Young Elephant Rescued In Vietnam Given Another Shot At Life

Young Elephant Rescued In Vietnam Given Another Shot At Life

A rescue team in Vietnam recently saved a 4-year-old wild elephant with an infected foot and injured trunk, giving the young animal another shot at life.

Joost Philippa, a veterinarian with animal welfare NGO Animals Asia traveled to central Vietnam's Dak Lak province, where the male elephant had been caught in a hunter's wire trap. He worked with experts from the Dak Lak Elephant Conservation Centre to treat the deep cut in the elephant's foot.
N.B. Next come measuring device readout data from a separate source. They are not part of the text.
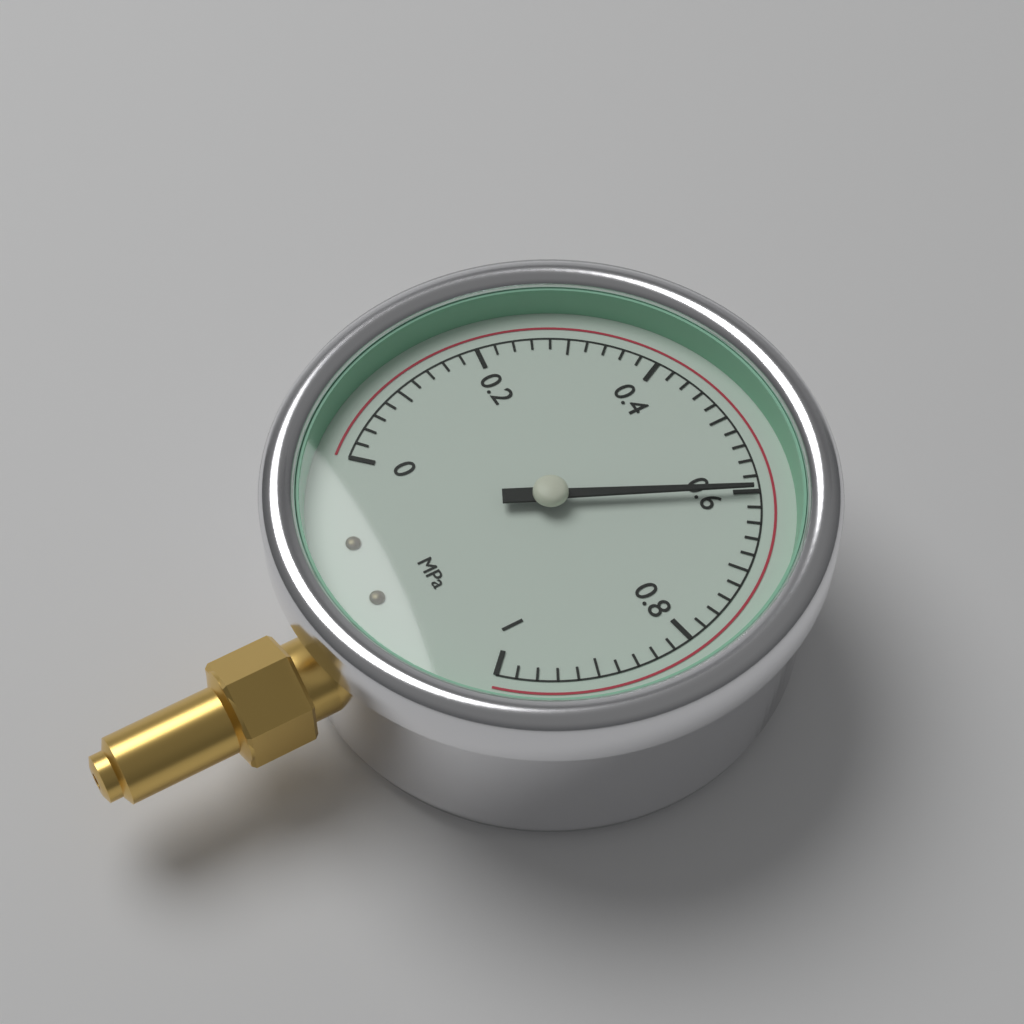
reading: 0.60 MPa
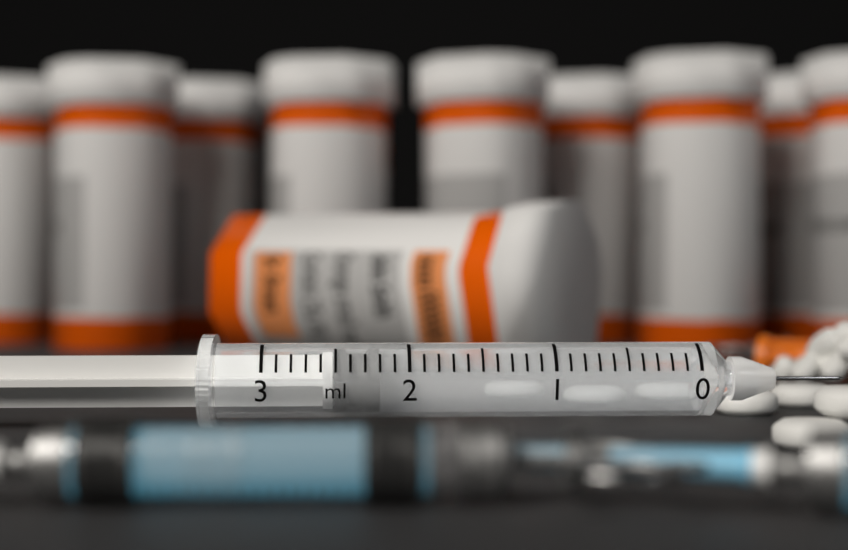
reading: 2.2 ml
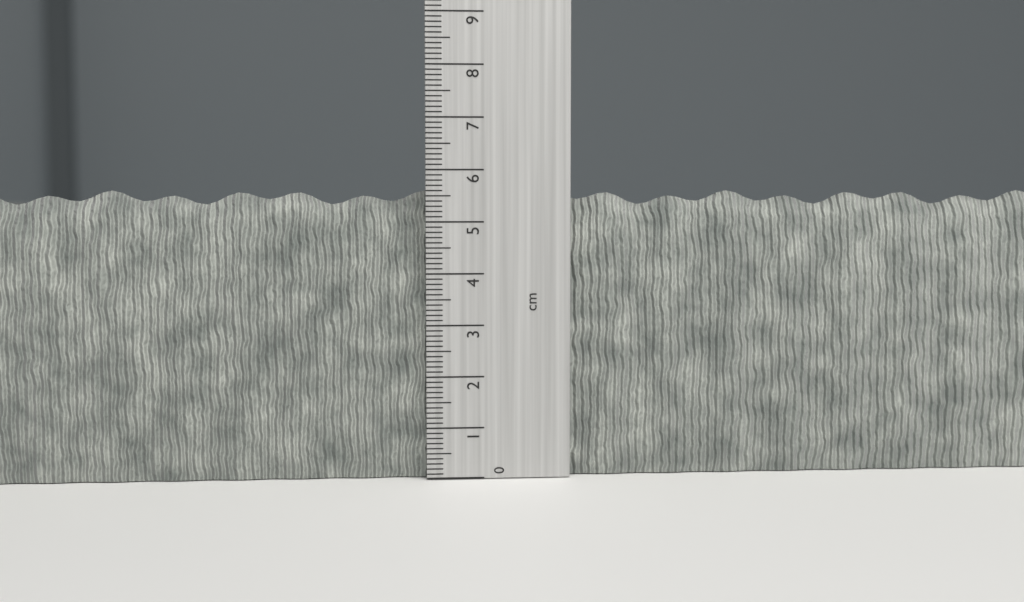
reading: 5.6 cm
"A very large area of the foot was open, while a large abscess had broken the skin, and continued from the front to the back of the leg," Philippa said in a news release. "The hole in his trunk was a good 5 centimeters -- it had started to heal, and he was using it well despite the defect.”

The team partially sedated the elephant with a dart. The sedation provided pain relief while the vets worked, but allowed the elephant to remain standing.

With the elephant's weight supported by ropes, Philippa was able to cut away the dead flesh and clean its wounds. Officials at the Dak Lak Elephant Conservation Centre are monitoring the animal's recovery and will decide if it can return to the wild.

Asian elephants are considered endangered and only about 25,000 to 32,000 of them remain. Within Vietnam, thousands of wild elephants once roamed free but now there are fewer than 100.

All images courtesy of Animals Asia.